Current regulations for online surveillance is based on the ECPA of 1986, but proposed amendments would give the FBI the ability to conduct warrantless searches of private emails and internet history in secret.
Under current legislation, the FBI is privy to certain information using National Security Letters (NSLs), a "search procedure which gives the FBI the power to compel the disclosure of customer records held by banks, telephone companies, Internet Service Providers, and others," according to the Electronic Privacy Information Center.
The FBI issues thousands of NLSs annually, and their liberal use has been a source of controversy. In 2008 it was estimated that the bureau committed 6,400 intelligence violations in dispensing NSLs. Justice Department Inspector General Glenn Fine told members of a House Judiciary subcommittee that "the FBI's 10 percent review of field office NSLs found at least 640 potential intelligence violations from 2003 through 2006. Extrapolating the results of the FBI's 10 percent statistical sample to the full number of NSLs means that the total number of possible intelligence violations among all NSLs issued over the four-year period could be as high as 6,400."
Sen. Ron Wyden (D-OR) opposes the bill, saying in a statement that “this bill takes a hatchet to important protections for American liberty,” and that its passage "would mean more government surveillance of Americans, less due process and less independent oversight of US intelligence agencies."
Wyden feels that not only are the proposals invasive, but questions the effectiveness of such measures. "Neither the intelligence agencies, nor the bill’s sponsors have shown any evidence that these changes would do anything to make Americans more secure." Wyden added that he intends to work in the House and the Senate to "reverse these dangerous provisions."
"It’s clearly a provision designed to take very popular privacy legislation and use it to expand surveillance powers" said Sam Knight, a writer for the District Sentinel, who told Sputnik that give and take often happens across the aisle in Congress, so that both sides can feel as if they’ve gained ground. Knight suggested, however, that the maneuvering on this bill was strikingly brazen."People try to get what they can in any provision, but it’s particularly glaring in this case," he stated.
Andrew Crocker, staff attorney for the Electronic Frontier Foundation, feels that the bill is giving the federal government too much leeway in citizens’ private lives.
"At this point, it should go without saying that the information the FBI wants to include in the statute is extremely revealing — URLs, for example, may reveal the content of a website that users have visited, their location, and so on."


| What to do |
For each line in the records, produce an exact copy.

-.-.-

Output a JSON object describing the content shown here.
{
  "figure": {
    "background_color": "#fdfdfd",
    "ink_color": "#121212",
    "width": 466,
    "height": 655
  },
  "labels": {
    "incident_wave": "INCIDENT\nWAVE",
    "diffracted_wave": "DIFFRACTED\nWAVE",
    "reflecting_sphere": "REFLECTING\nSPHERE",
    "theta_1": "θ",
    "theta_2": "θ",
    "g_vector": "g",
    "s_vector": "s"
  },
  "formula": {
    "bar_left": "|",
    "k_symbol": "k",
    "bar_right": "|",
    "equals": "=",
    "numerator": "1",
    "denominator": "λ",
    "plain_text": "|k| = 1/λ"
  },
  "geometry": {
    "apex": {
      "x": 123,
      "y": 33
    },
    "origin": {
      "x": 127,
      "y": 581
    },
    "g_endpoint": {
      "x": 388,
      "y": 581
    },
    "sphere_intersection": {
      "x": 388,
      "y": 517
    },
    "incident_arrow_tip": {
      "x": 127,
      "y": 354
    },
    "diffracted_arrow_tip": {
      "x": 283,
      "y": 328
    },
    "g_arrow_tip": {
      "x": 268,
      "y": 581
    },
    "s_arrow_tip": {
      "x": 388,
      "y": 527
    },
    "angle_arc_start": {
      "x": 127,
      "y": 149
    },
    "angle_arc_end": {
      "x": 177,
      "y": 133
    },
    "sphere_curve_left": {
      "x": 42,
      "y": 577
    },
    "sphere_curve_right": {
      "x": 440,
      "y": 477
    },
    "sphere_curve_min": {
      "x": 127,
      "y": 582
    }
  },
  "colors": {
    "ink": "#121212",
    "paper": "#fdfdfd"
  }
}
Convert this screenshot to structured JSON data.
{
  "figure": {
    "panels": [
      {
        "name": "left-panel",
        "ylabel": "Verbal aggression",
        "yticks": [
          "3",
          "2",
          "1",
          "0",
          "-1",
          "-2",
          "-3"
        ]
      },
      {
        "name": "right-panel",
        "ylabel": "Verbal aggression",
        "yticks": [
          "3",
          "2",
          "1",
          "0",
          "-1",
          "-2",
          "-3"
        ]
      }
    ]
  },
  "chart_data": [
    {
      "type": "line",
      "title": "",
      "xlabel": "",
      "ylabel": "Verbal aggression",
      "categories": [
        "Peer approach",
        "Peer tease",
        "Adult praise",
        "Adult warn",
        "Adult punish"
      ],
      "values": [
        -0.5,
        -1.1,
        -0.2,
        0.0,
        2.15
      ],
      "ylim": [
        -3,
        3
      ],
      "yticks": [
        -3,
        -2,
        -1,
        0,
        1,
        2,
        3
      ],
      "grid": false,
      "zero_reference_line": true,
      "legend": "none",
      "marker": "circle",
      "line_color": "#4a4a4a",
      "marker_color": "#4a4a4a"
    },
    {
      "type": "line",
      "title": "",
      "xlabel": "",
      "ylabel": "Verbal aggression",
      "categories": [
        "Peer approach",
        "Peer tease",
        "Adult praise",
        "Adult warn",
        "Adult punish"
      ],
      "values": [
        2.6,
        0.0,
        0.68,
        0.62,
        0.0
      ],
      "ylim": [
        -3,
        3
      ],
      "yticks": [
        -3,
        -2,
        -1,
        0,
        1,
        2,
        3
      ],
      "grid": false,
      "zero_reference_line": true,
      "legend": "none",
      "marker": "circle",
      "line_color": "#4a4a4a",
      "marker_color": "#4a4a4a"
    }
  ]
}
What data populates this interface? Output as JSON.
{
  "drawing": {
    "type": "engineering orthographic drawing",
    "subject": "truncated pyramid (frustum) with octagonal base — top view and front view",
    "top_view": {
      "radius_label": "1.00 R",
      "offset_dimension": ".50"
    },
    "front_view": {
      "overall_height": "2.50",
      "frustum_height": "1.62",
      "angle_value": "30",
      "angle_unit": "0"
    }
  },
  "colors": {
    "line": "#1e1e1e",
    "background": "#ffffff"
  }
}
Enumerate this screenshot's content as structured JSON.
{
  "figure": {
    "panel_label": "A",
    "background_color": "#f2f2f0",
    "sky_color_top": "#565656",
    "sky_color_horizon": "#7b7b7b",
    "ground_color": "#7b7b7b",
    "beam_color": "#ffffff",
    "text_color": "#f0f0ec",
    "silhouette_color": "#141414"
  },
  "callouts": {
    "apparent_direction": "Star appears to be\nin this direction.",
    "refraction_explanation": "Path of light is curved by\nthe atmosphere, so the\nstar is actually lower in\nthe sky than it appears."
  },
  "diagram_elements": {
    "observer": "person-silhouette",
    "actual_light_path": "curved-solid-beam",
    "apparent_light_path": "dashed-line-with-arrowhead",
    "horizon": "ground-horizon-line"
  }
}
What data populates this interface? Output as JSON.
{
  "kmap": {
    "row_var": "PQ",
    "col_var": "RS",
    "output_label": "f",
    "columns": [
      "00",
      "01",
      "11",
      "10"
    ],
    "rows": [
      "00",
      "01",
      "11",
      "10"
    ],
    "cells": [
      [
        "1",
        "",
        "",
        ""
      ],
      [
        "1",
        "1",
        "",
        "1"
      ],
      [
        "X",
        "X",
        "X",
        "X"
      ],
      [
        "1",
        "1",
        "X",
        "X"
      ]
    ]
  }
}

-.-.-

| Exercise output |
Output a JSON object describing the content shown here.
{
  "figure": {
    "background_color": "#fdfdfd",
    "ink_color": "#121212",
    "width": 466,
    "height": 655
  },
  "labels": {
    "incident_wave": "INCIDENT\nWAVE",
    "diffracted_wave": "DIFFRACTED\nWAVE",
    "reflecting_sphere": "REFLECTING\nSPHERE",
    "theta_1": "θ",
    "theta_2": "θ",
    "g_vector": "g",
    "s_vector": "s"
  },
  "formula": {
    "bar_left": "|",
    "k_symbol": "k",
    "bar_right": "|",
    "equals": "=",
    "numerator": "1",
    "denominator": "λ",
    "plain_text": "|k| = 1/λ"
  },
  "geometry": {
    "apex": {
      "x": 123,
      "y": 33
    },
    "origin": {
      "x": 127,
      "y": 581
    },
    "g_endpoint": {
      "x": 388,
      "y": 581
    },
    "sphere_intersection": {
      "x": 388,
      "y": 517
    },
    "incident_arrow_tip": {
      "x": 127,
      "y": 354
    },
    "diffracted_arrow_tip": {
      "x": 283,
      "y": 328
    },
    "g_arrow_tip": {
      "x": 268,
      "y": 581
    },
    "s_arrow_tip": {
      "x": 388,
      "y": 527
    },
    "angle_arc_start": {
      "x": 127,
      "y": 149
    },
    "angle_arc_end": {
      "x": 177,
      "y": 133
    },
    "sphere_curve_left": {
      "x": 42,
      "y": 577
    },
    "sphere_curve_right": {
      "x": 440,
      "y": 477
    },
    "sphere_curve_min": {
      "x": 127,
      "y": 582
    }
  },
  "colors": {
    "ink": "#121212",
    "paper": "#fdfdfd"
  }
}
Convert this screenshot to structured JSON data.
{
  "figure": {
    "panels": [
      {
        "name": "left-panel",
        "ylabel": "Verbal aggression",
        "yticks": [
          "3",
          "2",
          "1",
          "0",
          "-1",
          "-2",
          "-3"
        ]
      },
      {
        "name": "right-panel",
        "ylabel": "Verbal aggression",
        "yticks": [
          "3",
          "2",
          "1",
          "0",
          "-1",
          "-2",
          "-3"
        ]
      }
    ]
  },
  "chart_data": [
    {
      "type": "line",
      "title": "",
      "xlabel": "",
      "ylabel": "Verbal aggression",
      "categories": [
        "Peer approach",
        "Peer tease",
        "Adult praise",
        "Adult warn",
        "Adult punish"
      ],
      "values": [
        -0.5,
        -1.1,
        -0.2,
        0.0,
        2.15
      ],
      "ylim": [
        -3,
        3
      ],
      "yticks": [
        -3,
        -2,
        -1,
        0,
        1,
        2,
        3
      ],
      "grid": false,
      "zero_reference_line": true,
      "legend": "none",
      "marker": "circle",
      "line_color": "#4a4a4a",
      "marker_color": "#4a4a4a"
    },
    {
      "type": "line",
      "title": "",
      "xlabel": "",
      "ylabel": "Verbal aggression",
      "categories": [
        "Peer approach",
        "Peer tease",
        "Adult praise",
        "Adult warn",
        "Adult punish"
      ],
      "values": [
        2.6,
        0.0,
        0.68,
        0.62,
        0.0
      ],
      "ylim": [
        -3,
        3
      ],
      "yticks": [
        -3,
        -2,
        -1,
        0,
        1,
        2,
        3
      ],
      "grid": false,
      "zero_reference_line": true,
      "legend": "none",
      "marker": "circle",
      "line_color": "#4a4a4a",
      "marker_color": "#4a4a4a"
    }
  ]
}
What data populates this interface? Output as JSON.
{
  "drawing": {
    "type": "engineering orthographic drawing",
    "subject": "truncated pyramid (frustum) with octagonal base — top view and front view",
    "top_view": {
      "radius_label": "1.00 R",
      "offset_dimension": ".50"
    },
    "front_view": {
      "overall_height": "2.50",
      "frustum_height": "1.62",
      "angle_value": "30",
      "angle_unit": "0"
    }
  },
  "colors": {
    "line": "#1e1e1e",
    "background": "#ffffff"
  }
}
Enumerate this screenshot's content as structured JSON.
{
  "figure": {
    "panel_label": "A",
    "background_color": "#f2f2f0",
    "sky_color_top": "#565656",
    "sky_color_horizon": "#7b7b7b",
    "ground_color": "#7b7b7b",
    "beam_color": "#ffffff",
    "text_color": "#f0f0ec",
    "silhouette_color": "#141414"
  },
  "callouts": {
    "apparent_direction": "Star appears to be\nin this direction.",
    "refraction_explanation": "Path of light is curved by\nthe atmosphere, so the\nstar is actually lower in\nthe sky than it appears."
  },
  "diagram_elements": {
    "observer": "person-silhouette",
    "actual_light_path": "curved-solid-beam",
    "apparent_light_path": "dashed-line-with-arrowhead",
    "horizon": "ground-horizon-line"
  }
}
What data populates this interface? Output as JSON.
{
  "kmap": {
    "row_var": "PQ",
    "col_var": "RS",
    "output_label": "f",
    "columns": [
      "00",
      "01",
      "11",
      "10"
    ],
    "rows": [
      "00",
      "01",
      "11",
      "10"
    ],
    "cells": [
      [
        "1",
        "",
        "",
        ""
      ],
      [
        "1",
        "1",
        "",
        "1"
      ],
      [
        "X",
        "X",
        "X",
        "X"
      ],
      [
        "1",
        "1",
        "X",
        "X"
      ]
    ]
  }
}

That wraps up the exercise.